I refuse to eat lips and assholes, was what she said when my mom barbecued hotdogs. I kiss enough ass as it is at the store.
You and everyone else, my mother said above the sizzle of wiener fat. But get used to it, Margot, the whole world is one big behind. Now watch your language. Your sister's here, and we have company.
But the company we had was just Alice. My mom thinks that because Alice always says please and thank you and doesn't push her peas onto her fork with her finger that she's some kind of angel child, and that hearing a swear word might tarnish the glow of her halo, or something. But who do you think I smoke those Belmonts with? Alice is actually the one who taught me how to smoke and told me that it helps keep you skinny. She learned from her grandma who has emphysema. She knows what she's doing.
And that's the thing. I didn't mean to make Alice sound like this priss and me like this jerk who falls on the ground to get what she wants. It's actually not like that. Alice only does things that she wants to do, and she's not an idiot. Like if some bozo in a white van asked her to help him find his lost puppy, she'd tell him where to go, and scream bloody murder if he tried anything. She knows a pervert when she sees one, no offense. And when we took that self-defence class, Alice was the best at it. She kicked the guy in the balls.

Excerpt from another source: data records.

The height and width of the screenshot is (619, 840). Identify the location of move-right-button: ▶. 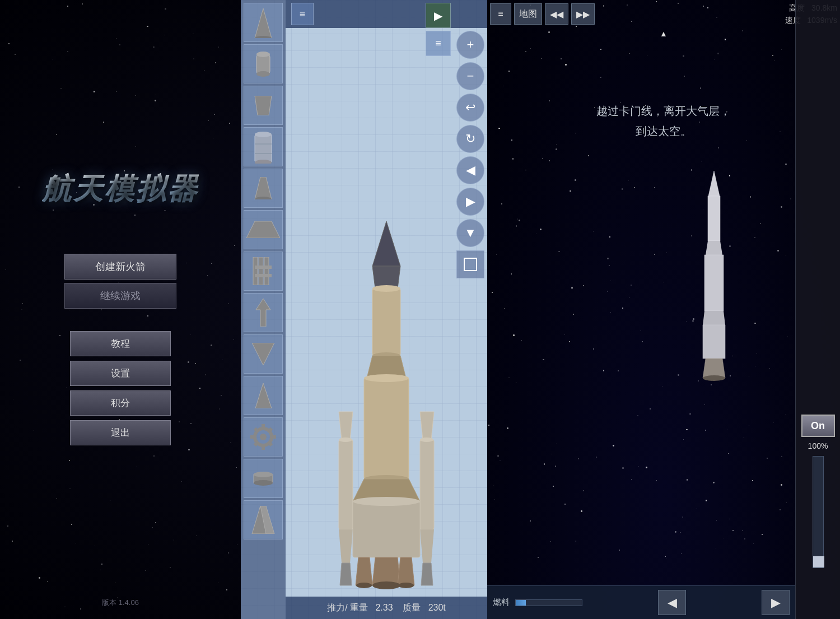
(470, 202).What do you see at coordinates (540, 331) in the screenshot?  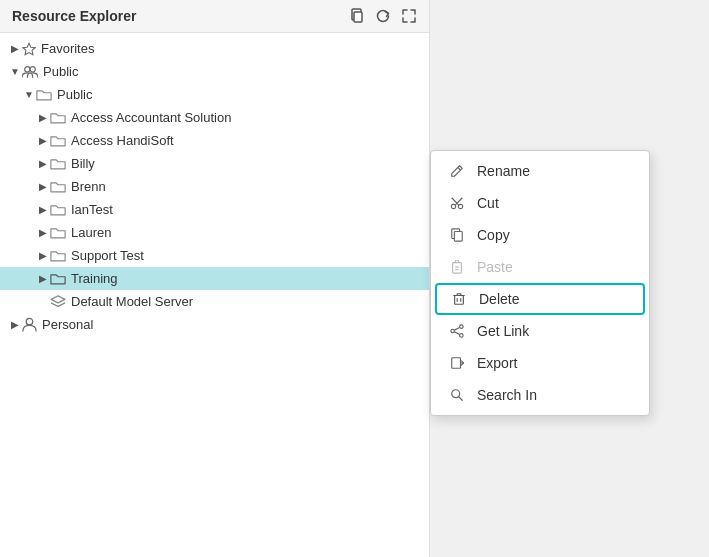 I see `menu-item-get-link: Get Link` at bounding box center [540, 331].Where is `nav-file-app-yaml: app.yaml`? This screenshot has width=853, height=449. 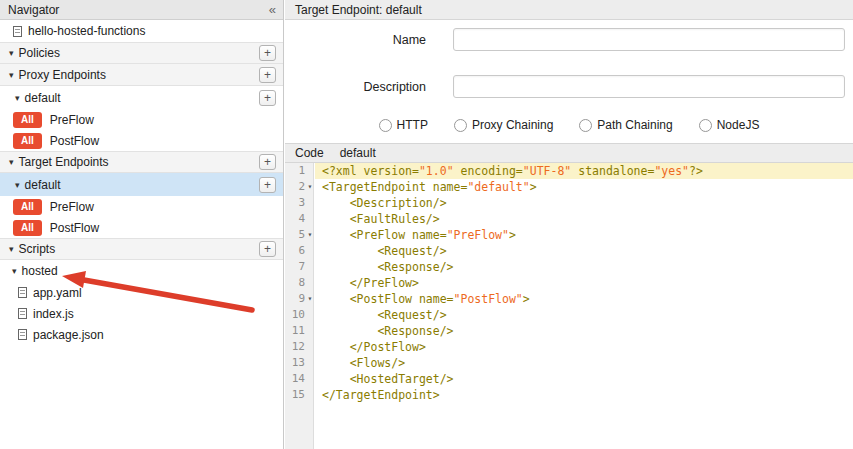 nav-file-app-yaml: app.yaml is located at coordinates (142, 292).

Oh yeah, she did. The girls in grade six had to go to the gym for this class every Monday for about a month. This female cop came to lead a seminar called I Am Not a Victim that mostly seemed to be about my bum falling asleep on the gym floor while we watched videos about girls in miniskirts sneaking off to lame parties where guys with pimples gave them spiked drinks. The girls were always named Tiffany or
Crystal, or something, I don't know what that was about. They drank the booze and then got raped off camera. More often, though, they just almost got raped and then had to run home through an alleyway to their moms who made them tea and told them they were proud that they hadn't been a victim. I don't know what planet these videos are made on, but if I came home at three in the morning looking like an extra from
In Living Colour
and stinking of booze, my mom would have a conniption, and for once it'd be me, not Margot, who was going to send my dad to an early grave.
The cop also made us do these weird partner exercises, which I was glad of because at least they brought my ass back to the land of the living. Alice was my partner. For this one, Alice was supposed to close her eyes and I was supposed to walk towards her, and when Alice felt that her personal space was invaded, or whatever, she was supposed to put one hand out in front of her and say, Please back up. You're in my personal space. It was supposed to make us assertive about the rights of our bodies, or something. I forget exactly, now. But the point is that when we did it I just kept walking closer and closer to Alice until our noses were practically touching, and she didn't say anything. Finally I was so close that I could smell her skin, the heat of it, I mean, and I was like, Alice, am I invading your space yet or what? She just shrugged, her eyes closed and said, I know it's you.